Their roster is fully stocked with juniors, seniors and a graduate point guard, Chase Hunter, who is in his sixth season in the program. While they miss the leadership, scoring and rebounding of departed big man PJ Hall, Cincinnati transfer Viktor Lakin has done a good job filling in some of the gaps while senior forward Ian Schieffein has made the successful transition from energy glue guy to full-fledged star.
Clemson is well on the way to proving that last season’s Elite Eight run was anything but a flash in the pan “It just shows we can still do it,” Hunter said after the Kentucky game. “I think maybe people kind of downed us this year, we didn’t have this or that. But we’re a team that fights. We can compete with anybody.”
Around the rim
- Commissioner Jim Phillips likes to crow about the ACC’s record in March. And it’s a good one, with more wins than any other conference last season to go along with three of the final eight teams playing in regional finals. Not to mention the fact that four conference programs (including Louisville) have won a national title since the SEC’s last champion, Kentucky in 2012. But in order to do well in the NCAA Tournament, you first have to get into the NCAA Tournament. And while there’s still plenty of time and room for growth, there aren’t many ACC teams that pass the eye test right now.
What’s worse, the initial NET rankings that were released last week paint an even more ominous picture moving forward into conference play. Duke is still in good shape at No. 4. So is Pittsburgh at No. 5 and Clemson at No. 18 while North Carolina (No. 26) and Louisville (No. 30) are also in the top 30. But after that, the dropoff is steep enough to base-jump from without much risk of injury. Nine teams, exactly half the league’s current membership, are ranked 89th or lower, with Virginia Tech bringing up the rear, buried at No. 233 behind the likes of Campbell, Tennessee Tech and Southeast Missouri State.
- N.C. State’s difficulties from beyond the three-point line finally caught up with them at the Rady’s Children’s Invitational in San Diego last weekend. The Wolfpack were just 4 of 17 from distance in an opening-round loss to Purdue, then went 9 of 23 in a consolation game loss to BYU. Coach Kevin Keatts is hoping that the return of junior guard Mike James will help improve his team’s perimeter shooting. But it doesn’t appear that’s going to happen anytime soon. Asked about James, who averaged 12.6 points and shot 34 percent from beyond the arc for Louisville last season, Keatts said there’s still no timetable for his NC State debut. “I want to temper expectations because I have no idea when he’s going to be out there,” Keatts said on his weekly radio show.
- North Carolina is already dealing with a number of issues, including some sporadic perimeter shooting and the lack of a true inside presence.
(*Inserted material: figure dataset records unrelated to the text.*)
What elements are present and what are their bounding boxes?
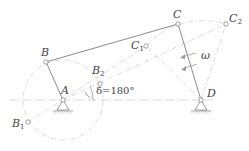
omega-arrowhead-1 [180,54,185,59]
rocker-arc [146,21,226,46]
label-C1: C1 [131,39,144,53]
joint-A [61,98,65,102]
joint-C2 [224,22,228,26]
linkage-diagram: A B B1 B2 C C1 C2 D δ=180° ω [0,0,249,151]
joint-B1 [26,120,30,124]
label-D: D [206,87,216,100]
limit-line-A-C2 [63,24,226,100]
delta-angle-arc [90,86,93,100]
label-B2: B2 [91,64,105,78]
rocker-CD [178,24,201,100]
joint-B [44,60,48,64]
joint-C [176,22,180,26]
omega-label: ω [201,49,210,62]
coupler-BC [46,24,178,62]
label-B: B [40,46,49,59]
label-C2: C2 [229,12,242,26]
joint-D [199,98,203,102]
joint-C1 [144,44,148,48]
delta-angle-arc-inner [85,92,90,98]
label-A: A [60,84,69,97]
label-C: C [173,8,182,21]
label-B1: B1 [11,117,25,131]
delta-angle-label: δ=180° [96,85,135,96]
omega-arrowhead-2 [181,66,186,71]
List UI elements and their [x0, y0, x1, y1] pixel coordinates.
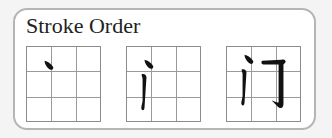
- stroke-dot-vertical-icon: [127, 47, 200, 121]
- stroke-frame-2: [126, 46, 201, 122]
- panel-title: Stroke Order: [26, 13, 140, 39]
- stroke-complete-character-icon: [227, 47, 300, 121]
- stroke-order-panel: Stroke Order: [13, 8, 316, 130]
- stroke-dot-icon: [27, 47, 100, 121]
- stroke-frame-1: [26, 46, 101, 122]
- stroke-frame-3: [226, 46, 301, 122]
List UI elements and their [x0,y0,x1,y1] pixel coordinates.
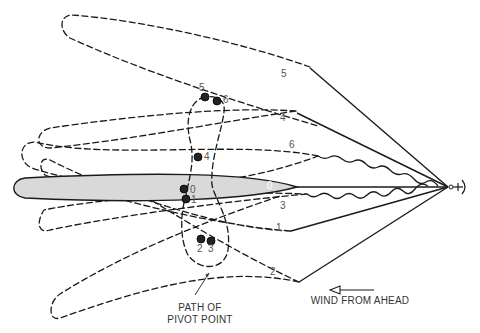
pivot-path-label: PATH OF PIVOT POINT [160,302,240,326]
hull-label-6: 6 [289,139,295,150]
hull-label-3: 3 [280,200,286,211]
pivot-markers [180,93,221,245]
anchor-rodes [291,68,448,282]
pivot-marker-0 [180,185,188,193]
pivot-label-3: 3 [208,243,214,254]
pivot-label-5: 5 [199,82,205,93]
pivot-marker-1 [182,195,190,203]
pivot-marker-5 [201,93,209,101]
hull-position-5 [62,15,318,126]
anchor-icon [449,180,465,194]
wind-label: WIND FROM AHEAD [300,295,420,307]
hull-label-0: 0 [267,180,273,191]
pivot-label-1: 1 [191,194,197,205]
hull-position-0 [14,174,297,200]
hull-position-4 [39,110,296,148]
hull-label-4: 4 [280,112,286,123]
pivot-label-6: 6 [223,94,229,105]
arrow-left-icon [330,286,374,294]
pivot-label-2: 2 [197,243,203,254]
hull-label-5: 5 [281,68,287,79]
anchor-swing-diagram: 5 6 4 0 1 2 3 5 4 6 0 3 1 2 [0,0,480,333]
pivot-label-4: 4 [204,151,210,162]
hull-label-2: 2 [270,266,276,277]
pivot-marker-6 [213,97,221,105]
hull-label-1: 1 [276,222,282,233]
pivot-path-label-line2: PIVOT POINT [160,314,240,326]
pivot-marker-2 [197,235,205,243]
pivot-marker-4 [194,153,202,161]
pivot-path-label-line1: PATH OF [160,302,240,314]
pivot-path-pointer [195,273,209,295]
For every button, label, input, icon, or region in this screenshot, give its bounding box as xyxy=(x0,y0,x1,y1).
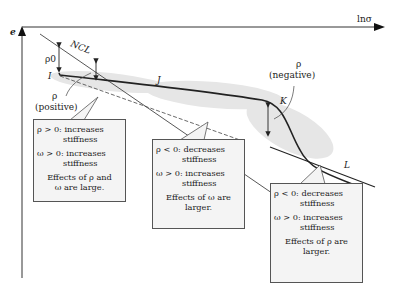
box1-line4: stiffness xyxy=(37,158,122,168)
box2-line6: larger. xyxy=(156,202,241,212)
callout-tail-3 xyxy=(300,165,325,184)
point-K-label: K xyxy=(279,96,288,106)
box1-line1: ρ > 0: increases xyxy=(37,124,122,134)
callout-box-2: ρ < 0: decreases stiffness ω > 0: increa… xyxy=(152,139,245,229)
rho-neg-sub: (negative) xyxy=(269,70,315,80)
box1-line5: Effects of ρ and xyxy=(37,172,122,182)
x-axis-label: lnσ xyxy=(357,14,372,24)
box1-line3: ω > 0: increases xyxy=(37,148,122,158)
box2-line5: Effects of ω are xyxy=(156,192,241,202)
box3-line3: ω > 0: increases xyxy=(274,212,359,222)
callout-box-3: ρ < 0: decreases stiffness ω > 0: increa… xyxy=(270,183,363,283)
box3-line4: stiffness xyxy=(274,222,359,232)
box3-line2: stiffness xyxy=(274,198,359,208)
rho0-label: ρ0 xyxy=(45,54,56,64)
box1-line2: stiffness xyxy=(37,134,122,144)
box1-line6: ω are large. xyxy=(37,182,122,192)
box2-line1: ρ < 0: decreases xyxy=(156,144,241,154)
x-axis-arrow-icon xyxy=(374,23,385,31)
rho-pos-sub: (positive) xyxy=(35,102,78,112)
box3-line6: larger. xyxy=(274,246,359,256)
box2-line2: stiffness xyxy=(156,154,241,164)
box3-line1: ρ < 0: decreases xyxy=(274,188,359,198)
diagram: lnσ e NCL ρ0 I J K L ρ (positive) ρ (neg… xyxy=(0,0,399,293)
box2-line4: stiffness xyxy=(156,178,241,188)
ncl-label: NCL xyxy=(68,38,92,55)
y-axis-label: e xyxy=(10,27,16,37)
rho-pos-label: ρ xyxy=(52,91,57,101)
box2-line3: ω > 0: increases xyxy=(156,168,241,178)
box3-line5: Effects of ρ are xyxy=(274,236,359,246)
callout-box-1: ρ > 0: increases stiffness ω > 0: increa… xyxy=(33,119,126,202)
point-I-label: I xyxy=(47,71,52,81)
point-L-label: L xyxy=(343,160,350,170)
callout-tail-2 xyxy=(180,122,208,140)
rho-neg-label: ρ xyxy=(296,59,301,69)
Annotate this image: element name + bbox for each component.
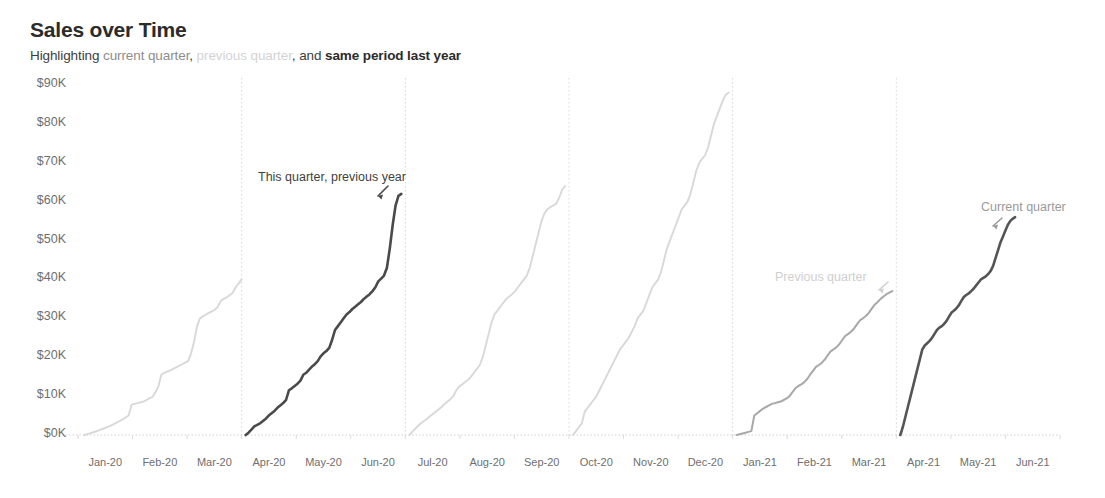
series-line-q1-2020: [84, 279, 242, 435]
y-axis-tick-label: $10K: [8, 387, 66, 401]
y-axis-tick-label: $20K: [8, 348, 66, 362]
y-axis-tick-label: $40K: [8, 270, 66, 284]
x-axis-tick-label: Jun-21: [998, 456, 1068, 468]
y-axis-tick-label: $50K: [8, 232, 66, 246]
y-axis-tick-label: $80K: [8, 115, 66, 129]
y-axis-tick-label: $30K: [8, 309, 66, 323]
annotation-this-quarter-previous-year: This quarter, previous year: [258, 170, 406, 184]
y-axis-tick-label: $0K: [8, 426, 66, 440]
chart-page: Sales over Time Highlighting current qua…: [0, 0, 1105, 498]
series-line-q1-2021: [737, 291, 893, 435]
annotation-previous-quarter: Previous quarter: [775, 270, 867, 284]
series-line-q2-2020: [246, 194, 402, 435]
chart-plot-area: $0K$10K$20K$30K$40K$50K$60K$70K$80K$90K …: [0, 0, 1105, 498]
chart-canvas: [0, 0, 1105, 498]
series-line-q3-2020: [409, 186, 565, 435]
annotation-current-quarter: Current quarter: [981, 200, 1066, 214]
series-line-q4-2020: [573, 93, 729, 435]
y-axis-tick-label: $60K: [8, 193, 66, 207]
series-line-q2-2021: [900, 217, 1015, 435]
y-axis-tick-label: $90K: [8, 76, 66, 90]
y-axis-tick-label: $70K: [8, 154, 66, 168]
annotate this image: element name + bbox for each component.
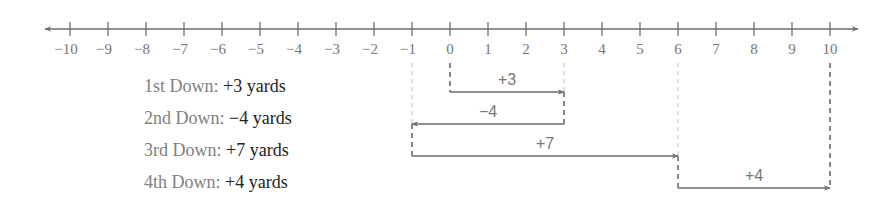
down-entry: 3rd Down: +7 yards [144,140,289,160]
tick-label: 8 [750,41,758,57]
down-name: 1st Down: [144,76,223,96]
tick-label: 10 [823,41,838,57]
down-yards: +7 yards [226,140,289,160]
down-entry: 2nd Down: −4 yards [144,108,292,128]
tick-label: −2 [362,41,378,57]
tick-label: −9 [96,41,112,57]
down-entry: 1st Down: +3 yards [144,76,286,96]
tick-label: 4 [598,41,606,57]
tick-label: −10 [54,41,77,57]
tick-label: 9 [788,41,796,57]
down-name: 4th Down: [144,172,225,192]
down-arrows: +3−4+7+4 [412,71,830,188]
down-yards: +4 yards [225,172,288,192]
down-name: 3rd Down: [144,140,226,160]
tick-label: 0 [446,41,454,57]
tick-label: 6 [674,41,682,57]
tick-label: 7 [712,41,720,57]
tick-label: −8 [134,41,150,57]
down-yards: +3 yards [223,76,286,96]
tick-label: −3 [324,41,340,57]
guide-lines [412,63,830,188]
tick-label: −6 [210,41,226,57]
move-label: +7 [536,135,554,152]
tick-label: 3 [560,41,568,57]
move-label: +3 [498,71,516,88]
tick-label: −5 [248,41,264,57]
tick-label: −7 [172,41,188,57]
tick-label: 1 [484,41,492,57]
move-label: +4 [745,167,763,184]
down-entry: 4th Down: +4 yards [144,172,288,192]
tick-label: 2 [522,41,530,57]
tick-label: −1 [400,41,416,57]
move-label: −4 [479,103,497,120]
number-line-diagram: −10−9−8−7−6−5−4−3−2−1012345678910 +3−4+7… [0,0,896,209]
tick-label: 5 [636,41,644,57]
downs-list: 1st Down: +3 yards2nd Down: −4 yards3rd … [144,76,292,192]
down-name: 2nd Down: [144,108,229,128]
number-line: −10−9−8−7−6−5−4−3−2−1012345678910 [45,22,858,57]
tick-label: −4 [286,41,302,57]
down-yards: −4 yards [229,108,292,128]
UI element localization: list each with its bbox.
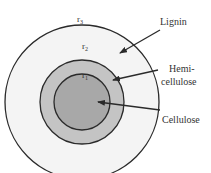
layer-diagram: r3 r2 r1 Lignin Hemi- cellulose Cellulos…: [0, 0, 211, 173]
radius-label-r3: r3: [77, 14, 83, 25]
label-cellulose: Cellulose: [162, 114, 200, 125]
label-lignin: Lignin: [160, 16, 187, 27]
label-hemicellulose-line2: cellulose: [161, 76, 197, 87]
label-hemicellulose-line1: Hemi-: [169, 63, 195, 74]
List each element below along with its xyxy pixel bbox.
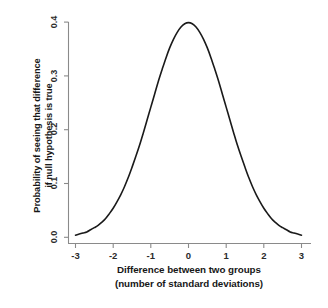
x-tick-label-2: -1: [140, 250, 162, 261]
x-tick-label-3: 0: [178, 250, 200, 261]
normal-curve: [76, 23, 302, 236]
x-axis-title-line1: Difference between two groups: [68, 263, 310, 277]
y-tick-label-4: 0.4: [49, 9, 59, 35]
normal-distribution-figure: Probability of seeing that difference if…: [0, 0, 328, 308]
y-tick-label-1: 0.1: [49, 170, 59, 196]
y-axis-ticks: [64, 22, 69, 237]
x-tick-label-1: -2: [102, 250, 124, 261]
y-tick-label-3: 0.3: [49, 63, 59, 89]
x-axis-ticks: [76, 244, 302, 249]
x-tick-label-0: -3: [65, 250, 87, 261]
x-tick-label-5: 2: [253, 250, 275, 261]
x-tick-label-6: 3: [291, 250, 313, 261]
y-tick-label-0: 0.0: [49, 224, 59, 250]
x-tick-label-4: 1: [215, 250, 237, 261]
x-axis-title: Difference between two groups (number of…: [68, 263, 310, 290]
y-tick-label-2: 0.2: [49, 116, 59, 142]
y-axis-title-line1: Probability of seeing that difference: [32, 21, 44, 251]
x-axis-title-line2: (number of standard deviations): [68, 277, 310, 291]
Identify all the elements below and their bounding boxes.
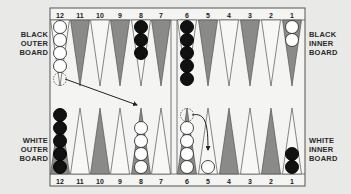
label-line: BOARD [20, 154, 49, 163]
label-line: BOARD [20, 48, 49, 57]
point-number: 12 [56, 178, 64, 185]
point-number: 8 [139, 12, 143, 19]
label-line: WHITE [309, 136, 338, 145]
black-checker[interactable] [181, 73, 194, 86]
label-black-inner-board: BLACK INNER BOARD [309, 30, 338, 57]
white-checker[interactable] [135, 122, 148, 135]
point-number: 2 [269, 178, 273, 185]
white-checker[interactable] [54, 60, 67, 73]
label-black-outer-board: BLACK OUTER BOARD [20, 30, 49, 57]
label-line: BLACK [20, 30, 49, 39]
point-number: 9 [118, 12, 122, 19]
black-checker[interactable] [286, 161, 299, 174]
point-number: 10 [96, 178, 104, 185]
white-checker[interactable] [181, 122, 194, 135]
point-number: 11 [76, 178, 84, 185]
label-line: BOARD [309, 154, 338, 163]
white-checker[interactable] [135, 135, 148, 148]
point-number: 12 [56, 12, 64, 19]
point-number: 1 [290, 12, 294, 19]
point-number: 6 [185, 178, 189, 185]
black-checker[interactable] [54, 161, 67, 174]
label-white-inner-board: WHITE INNER BOARD [309, 136, 338, 163]
point-number: 6 [185, 12, 189, 19]
black-checker[interactable] [54, 135, 67, 148]
black-checker[interactable] [54, 122, 67, 135]
label-line: BLACK [309, 30, 338, 39]
black-checker[interactable] [181, 47, 194, 60]
point-number: 9 [118, 178, 122, 185]
point-number: 3 [248, 12, 252, 19]
black-checker[interactable] [286, 148, 299, 161]
white-checker[interactable] [135, 148, 148, 161]
black-checker[interactable] [54, 148, 67, 161]
white-checker[interactable] [135, 161, 148, 174]
black-checker[interactable] [181, 60, 194, 73]
white-checker[interactable] [286, 34, 299, 47]
white-checker[interactable] [181, 148, 194, 161]
label-line: INNER [309, 39, 338, 48]
white-checker[interactable] [181, 161, 194, 174]
backgammon-board: 121110987654321121110987654321 [0, 0, 351, 194]
white-checker[interactable] [181, 135, 194, 148]
black-checker[interactable] [135, 21, 148, 34]
point-number: 5 [206, 178, 210, 185]
point-number: 3 [248, 178, 252, 185]
black-checker[interactable] [135, 34, 148, 47]
point-number: 4 [227, 12, 231, 19]
point-number: 4 [227, 178, 231, 185]
white-checker[interactable] [202, 161, 215, 174]
label-line: BOARD [309, 48, 338, 57]
white-checker[interactable] [286, 21, 299, 34]
point-number: 8 [139, 178, 143, 185]
black-checker[interactable] [135, 47, 148, 60]
label-line: OUTER [20, 39, 49, 48]
label-line: WHITE [20, 136, 49, 145]
black-checker[interactable] [181, 21, 194, 34]
white-checker[interactable] [54, 47, 67, 60]
point-number: 2 [269, 12, 273, 19]
point-number: 11 [76, 12, 84, 19]
white-checker[interactable] [54, 21, 67, 34]
white-checker[interactable] [54, 34, 67, 47]
label-line: OUTER [20, 145, 49, 154]
black-checker[interactable] [54, 109, 67, 122]
label-line: INNER [309, 145, 338, 154]
point-number: 5 [206, 12, 210, 19]
point-number: 7 [159, 12, 163, 19]
black-checker[interactable] [181, 34, 194, 47]
point-number: 7 [159, 178, 163, 185]
label-white-outer-board: WHITE OUTER BOARD [20, 136, 49, 163]
point-number: 10 [96, 12, 104, 19]
point-number: 1 [290, 178, 294, 185]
But now coach Hubert Davis has another pressing concern as his Tar Heels prepare for a pair of important non-conference tests against Florida in Charlotte and UCLA at Madison Square Garden: turnovers. UNC has finished with more turnovers than assists in four of its past five games, including 18 in Saturday’s sloppy win against Georgia Tech. While everyone on the team has contributed to the epidemic, Elliot Cadeau’s ball security problems have been especially troubling. The sophomore had a career-high seven turnovers against the Yellow Jackets and now has 23 over his past five games, three of which were losses. “We’ve just got to do a better job of taking care of the basketball,” Davis said. “We were doing that at an elite level at the beginning of the year and since Maui, we’ve averaged more turnovers than assists, and we really hadn’t played a team that’s pressed or trapped or double teamed. We just have to do a better job there.”
- This week is a light one in the ACC, with most schools taking time off for their semester breaks. Given the results, it’s a good opportunity for several teams to regroup and address some of the issues that have plagued them through the early season. Wake Forest coach Steve Forbes is hoping the opportunity to get in the gym for some extended practice time will help his Deacons find the offensive identity they’ve lacked thus far. “We’ve played 11 games in a matter of a month and three days and had maybe 15 practices,” he said. “We need some time to get together.”